Design System As Product
@community/provocation-design-system-as-product
$ prime install @community/provocation-design-system-as-product Projection
Always in _index.xml · the agent never has to ask for this.
DesignSystemAsProduct [provocation] v1.0.0
Loaded when retrieval picks the atom as adjacent / supporting.
DesignSystemAsProduct [provocation] v1.0.0
Label
Is Your Design System a Product or a Liability?
Trigger
team is building a 'design system' as a side-project, library dump, or token export — without a roadmap, owner, customer, or release process
Question
If your design system has no PM, no release notes, no migration guide, no SLA on bug fixes, no customer interviews with consuming teams, and no metric for adoption — in what sense is it a system rather than a folder of components someone copies and forks? You are not running a design system; you are running a graveyard.
Intent
A design system is a product whose customers are other product teams inside the company. Like any product, it succeeds or fails based on whether its customers adopt it, can rely on it, and have a path to influence it. Most failed design systems were never run as products — they were treated as a one-time export from the design tool, then abandoned when consuming teams forked. Reframing the system as a product (with an owner, roadmap, support channel, deprecation policy, semver) is the only configuration that survives company growth.
Resolution Paths
- Context: Component library in a monorepo, no owner, last release 6+ months ago
- Answer: You don't have a design system, you have legacy. Either staff a small DS team (1 designer + 1–2 engineers + part-time PM) and run it as a product, or formally deprecate it and let teams own their components.
- Context: Tokens exist but no component library; teams copy-paste
- Answer: Tokens are a foundation, not a system. Either accept that your DS is tokens-only (and document that explicitly) or invest in primitives + migration guidance.
- Context: DS owned by design team only, no engineering buy-in
- Answer: Components don't ship from Figma. A DS without an engineering co-owner ships marketing slides, not production UI. Pair design with engineering or accept that consumers will fork.
- Context: DS team exists, has PM, releases regularly, measures adoption
- Answer: You're running it as a product. Continue: solicit customer feedback, maintain a deprecation policy, measure component adoption % and time-to-implement-new-pattern.
Diagnostic Questions
- Who is the PM of the design system? (If 'no one', this is a liability not a product.)
- What is your release cadence? When was the last release?
- How do consuming teams report bugs? Is there an SLA?
- What % of new product surfaces use the DS vs forking? Is this measured?
- Do you have a deprecation policy? When did you last deprecate something?
- Is there a migration guide for breaking changes?
Loaded when retrieval picks the atom as a focal / direct hit.
DesignSystemAsProduct [provocation] v1.0.0
Label
Is Your Design System a Product or a Liability?
Trigger
team is building a 'design system' as a side-project, library dump, or token export — without a roadmap, owner, customer, or release process
Question
If your design system has no PM, no release notes, no migration guide, no SLA on bug fixes, no customer interviews with consuming teams, and no metric for adoption — in what sense is it a system rather than a folder of components someone copies and forks? You are not running a design system; you are running a graveyard.
Intent
A design system is a product whose customers are other product teams inside the company. Like any product, it succeeds or fails based on whether its customers adopt it, can rely on it, and have a path to influence it. Most failed design systems were never run as products — they were treated as a one-time export from the design tool, then abandoned when consuming teams forked. Reframing the system as a product (with an owner, roadmap, support channel, deprecation policy, semver) is the only configuration that survives company growth.
Resolution Paths
- Context: Component library in a monorepo, no owner, last release 6+ months ago
- Answer: You don't have a design system, you have legacy. Either staff a small DS team (1 designer + 1–2 engineers + part-time PM) and run it as a product, or formally deprecate it and let teams own their components.
- Context: Tokens exist but no component library; teams copy-paste
- Answer: Tokens are a foundation, not a system. Either accept that your DS is tokens-only (and document that explicitly) or invest in primitives + migration guidance.
- Context: DS owned by design team only, no engineering buy-in
- Answer: Components don't ship from Figma. A DS without an engineering co-owner ships marketing slides, not production UI. Pair design with engineering or accept that consumers will fork.
- Context: DS team exists, has PM, releases regularly, measures adoption
- Answer: You're running it as a product. Continue: solicit customer feedback, maintain a deprecation policy, measure component adoption % and time-to-implement-new-pattern.
Diagnostic Questions
- Who is the PM of the design system? (If 'no one', this is a liability not a product.)
- What is your release cadence? When was the last release?
- How do consuming teams report bugs? Is there an SLA?
- What % of new product surfaces use the DS vs forking? Is this measured?
- Do you have a deprecation policy? When did you last deprecate something?
- Is there a migration guide for breaking changes?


Exercise prompt :: Find "The width and", then copy its line and every later line of the entries exactly through the end, leaving all pictures out.
#### Given records
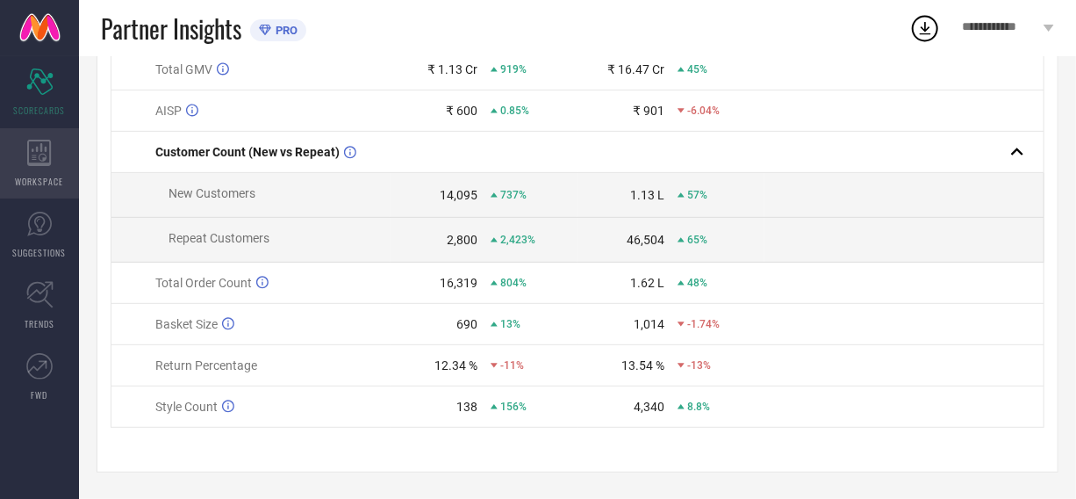 The height and width of the screenshot is (499, 1076). I want to click on span: 13%, so click(510, 324).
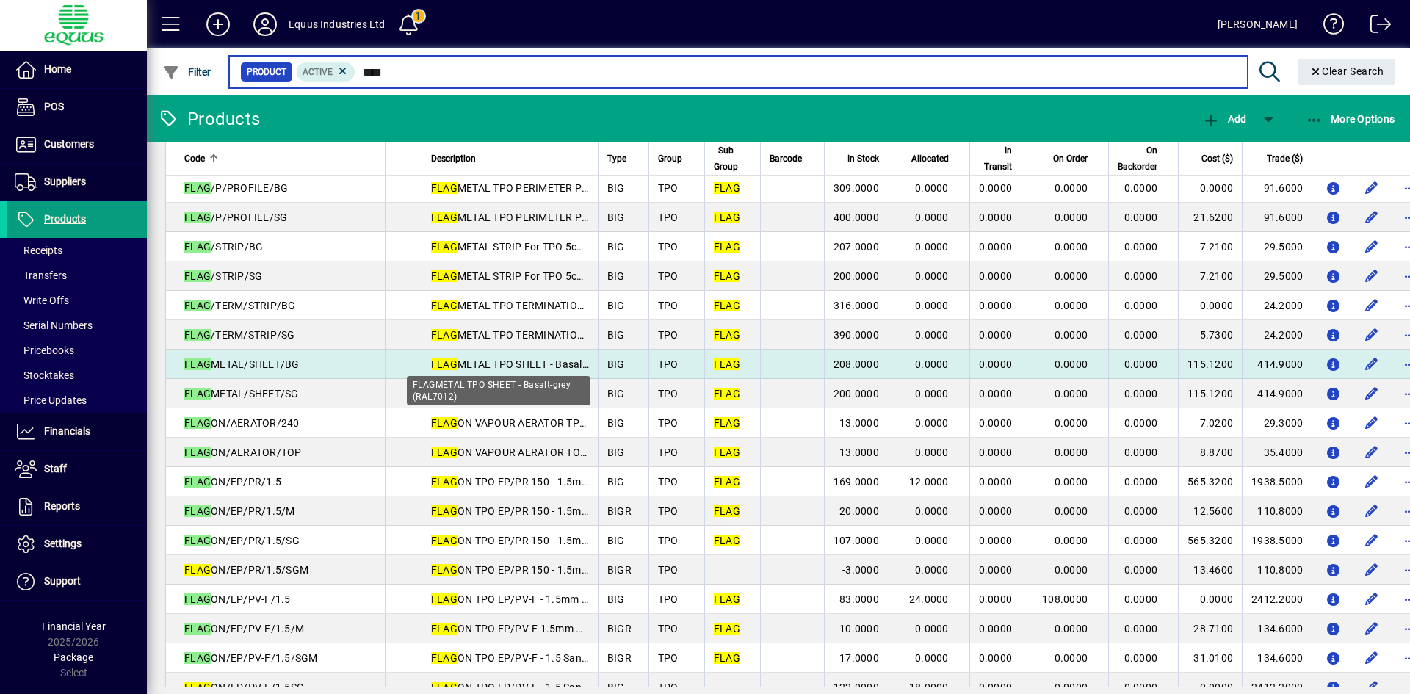 This screenshot has width=1410, height=694. What do you see at coordinates (1328, 26) in the screenshot?
I see `a: Knowledge Base` at bounding box center [1328, 26].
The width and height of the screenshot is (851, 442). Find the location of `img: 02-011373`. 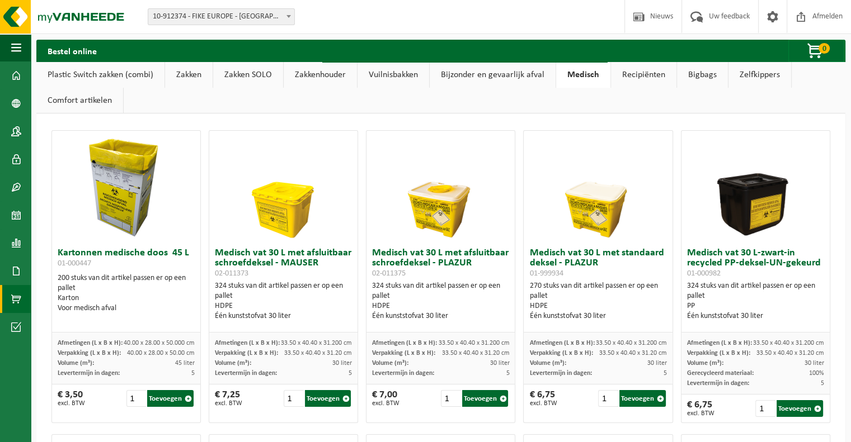

img: 02-011373 is located at coordinates (284, 187).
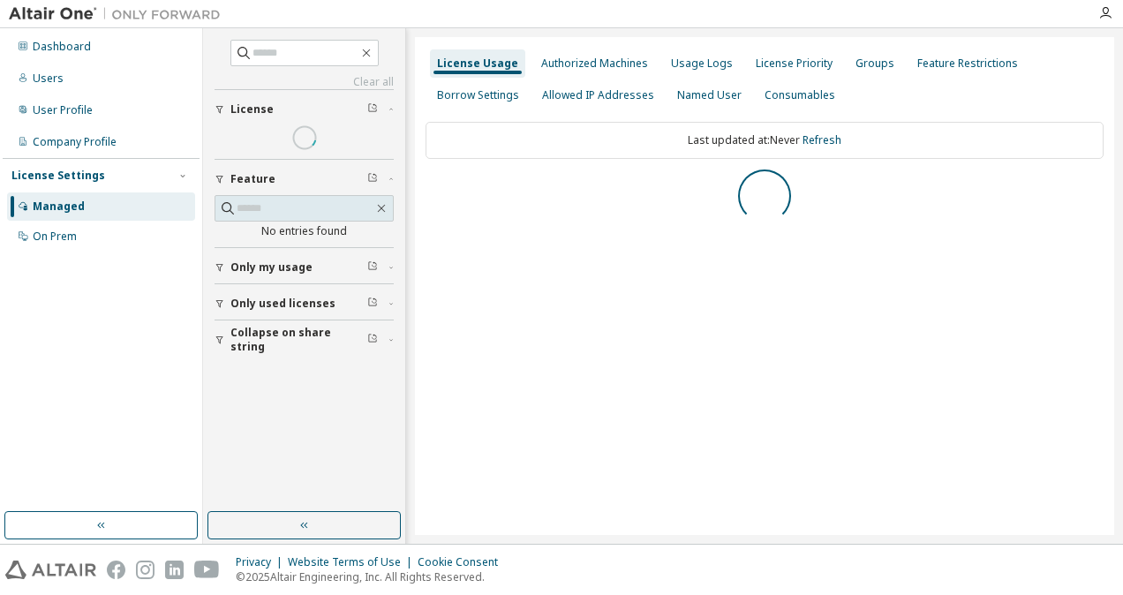 The height and width of the screenshot is (595, 1123). What do you see at coordinates (261, 562) in the screenshot?
I see `div: Privacy` at bounding box center [261, 562].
########
Your response ::
The width and height of the screenshot is (851, 442). Find the location of `img: 02-011373`. 

img: 02-011373 is located at coordinates (284, 187).
 The height and width of the screenshot is (595, 1123). What do you see at coordinates (261, 562) in the screenshot?
I see `div: Privacy` at bounding box center [261, 562].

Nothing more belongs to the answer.